Seminar

Extrapolation in Games of Coordination and Dominance Solvable Games

Friederike Mengel (Universite de Maastricht)

May 27, 2010, 15:30–17:00

Toulouse

Room MF 323

BEE Seminar

Abstract

We study extrapolation between games in a laboratory experiment. Participants in our experiment first play either the dominance solvable guessing game or a Coordination version of the guessing game for five rounds. Afterwards they play a 3x3 normal form game for ten rounds with random matching which is either a game solvable through iterated elimination of dominated strategies (IEDS) or a pure Coordination game. We find strong evidence that participants do extrapolate between games.

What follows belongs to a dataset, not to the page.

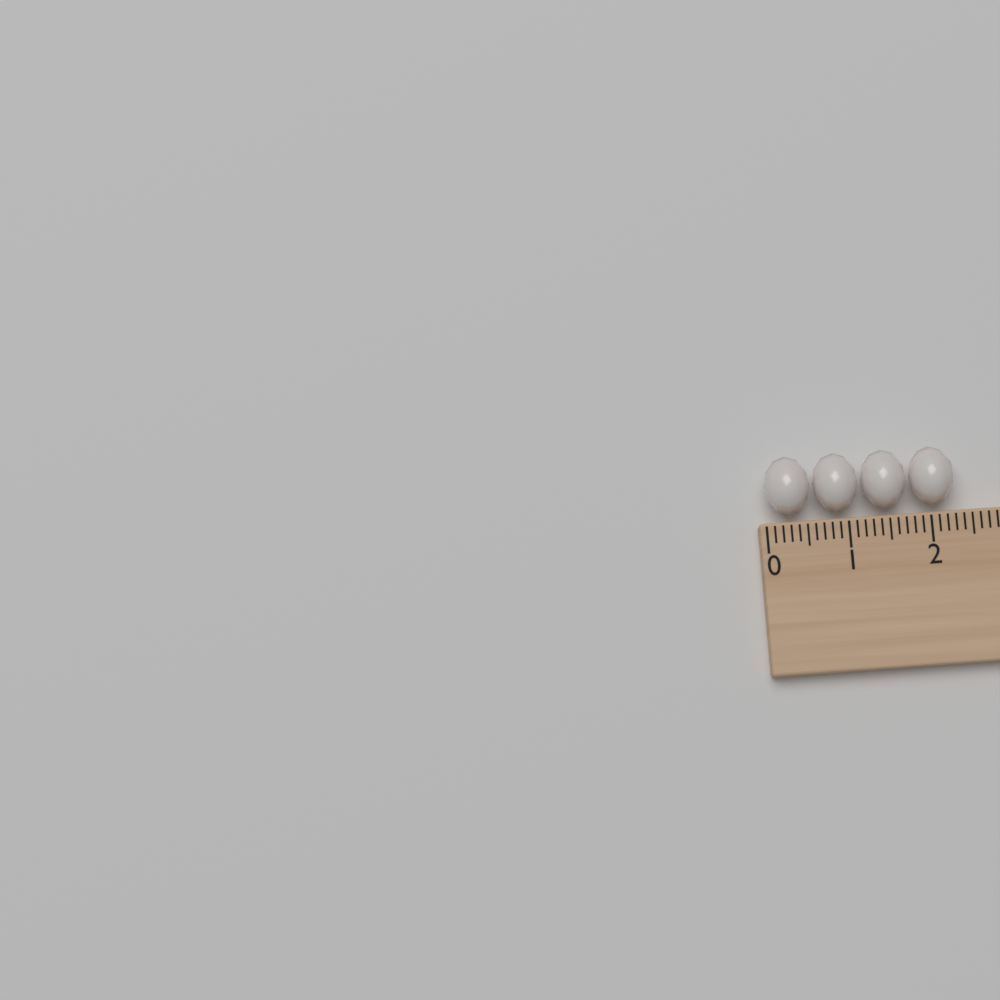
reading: 2.3 (no unit)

Playing a strategically different game hurts compared to the control treatment where no guessing game is played before and in fact impedes convergence to Nash equilibrium in both the 3x3 IEDS and the Coordination game. Playing a strategically similar game before leads to better (faster) learning in the second game. We also find evidence for 'naive extrapolation'. Participants tend to choose actions which are labeled similarly to succesful actions in the guessing game with higher probability in the first rounds of the 3x3 game. This effect is much stronger in the Coordination games. On balance extrapolation helps play in games solvable through deliberative reasoning (such as IEDS), but the effect is ambigous in games where some intuition is needed to reach a Nash equilibrium (such as pure Coordination games).